A stack of logs looks countable until you stand in front of it with rain on your clipboard and mud on your boots.
Counting logs with AI is one of the cleanest photo-based counting use cases: every visible log end is a circle or oval, repeated across a stack. The problem is not that humans cannot count logs. The problem is that log yards, sawmills, and forestry crews need counts often, in rough conditions, and without stopping the flow of trucks. Research on mobile timber-stack measurement has shown that phone-based machine vision can detect log ends and estimate stack volume directly from images. A 2019 study on TRESTIMA Stack found that a mobile system could measure stacked timber with a mean relative error of 4.7% for pile solid volume.
Why log counting is harder than it looks
The simple version is one pile, one species, all cut to the same length, photographed from the end. The real version is messier. Logs are stacked at slight angles. Bark flakes off. Ends are wet, cracked, shadowed, or covered by sawdust. A few logs sit deep inside the pile with only half an end visible. Trucks arrive while someone is still reconciling the previous load.
Manual tallying also produces a weak record. A number written on a form tells you the total, but not what was actually counted. If a buyer, hauler, or mill operator questions the count later, the best evidence is usually a photo. AI counting starts with that evidence: the image is not a side note, it is the source of truth.

How AI counts logs from a photo
The workflow is direct. Stand in front of the stack, keep the camera square to the log ends, capture the full face of the pile, and upload the photo. The AI scans for circular and oval log ends, places a marker on each detected log, and returns a count. The operator reviews the overlay, adds any missed partial logs, removes false detections, and saves the result.
Modern object-detection models are especially useful for this kind of repeated shape. A 2023 study on stacked eucalypt timber used an improved YOLOv8 model for log-end detection and reported 97.3% average precision. Another 2024 forestry paper combined log counting with volume estimation from 2D images and reported strong agreement between AI estimates and reference measurements. For day-to-day inventory, that means the count becomes fast enough to repeat, not just something you do at audit time.
Where AI log counting fits
Photograph each truck load as it arrives, count visible log ends, and attach the image to the receiving record.
Check how many stems are waiting by species, length, or grade without walking every row with a tally counter.
Capture stacks before haulage so contractors and buyers share the same visual record.
Use the marked image to resolve count differences instead of arguing over a handwritten total.

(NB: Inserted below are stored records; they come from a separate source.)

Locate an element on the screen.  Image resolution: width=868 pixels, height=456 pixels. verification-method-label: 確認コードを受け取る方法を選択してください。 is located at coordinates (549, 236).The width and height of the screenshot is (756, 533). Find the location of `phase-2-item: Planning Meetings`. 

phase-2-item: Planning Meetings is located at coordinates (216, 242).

Take the photo like a survey, not a snapshot
- Face the log ends directlyA square-on image keeps circles from turning into stretched ovals.
- Capture the whole pile faceCropping off the top or side of the stack creates instant undercounting.

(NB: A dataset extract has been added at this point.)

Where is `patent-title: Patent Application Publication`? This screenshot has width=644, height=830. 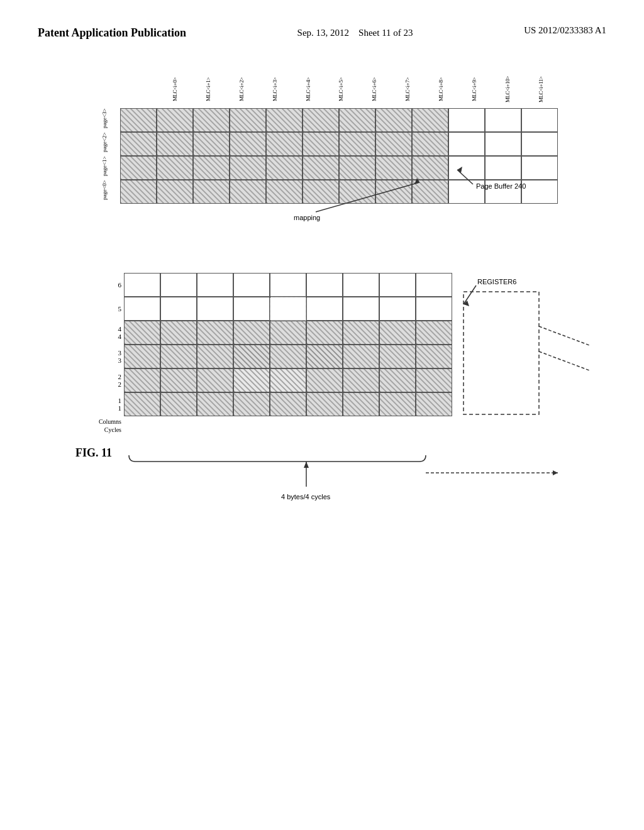
patent-title: Patent Application Publication is located at coordinates (112, 33).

- Avoid harsh side lightWet bark and fresh cuts reflect light. Diffuse daylight gives cleaner edges.
- Stand far enough backLet the camera see the full stack without wide-angle distortion at the edges.
- Count one stack at a timeDo not include the next pile, the truck bed, and loose ground logs in the same image.
- Use the overlayThe marked photo is the quality check. If a hidden or partial log matters, correct it before saving.
Counting is not the same as scaling
Log counting and log scaling are related, but they are not the same job. Counting asks, "How many logs are visible?" Scaling estimates volume, often using diameter, length, taper, species, and local rules. AI counting is useful even when formal scaling still happens later because it gives a fast, documented quantity check at the point of movement.
For example, a roadside crew may not need a final board-foot estimate before pickup. They need to know whether the pile has 86 logs or 103, whether a partial load was removed, and whether the photo record matches the dispatch ticket. A quick AI count answers that operational question in seconds.

Limits worth respecting
AI is strongest when the log ends are visible, separated enough to see their boundaries, and photographed from the front. It struggles when piles are shot from the side, when logs are buried deep behind other logs, or when snow, mud, tarps, or shadows hide the ends. That is not a failure of the counting method. It is a reminder that AI can only count what the camera can see.
- Use manual review for stacks with heavy overlap or broken, irregular ends.
- Do not rely on one photo for a long curved pile. Split it into sections.
- Keep counting and volume estimation separate unless your workflow is designed for both.
- Save the marked image with the job record so the count can be checked later.
The bottom line
Log counting is repetitive, weather-exposed work where a photo already helps. AI adds the missing layer: a visible marker on each log, a total you can review, and a record that travels with the load. It will not replace formal timber scaling, but it can make everyday log-yard inventory faster and easier to audit.
Next time a truck drops a stack, take one square-on photo before anyone moves the logs. Count it by eye, then let AI count the same image. The useful part is not just the number. It is seeing exactly which logs were counted.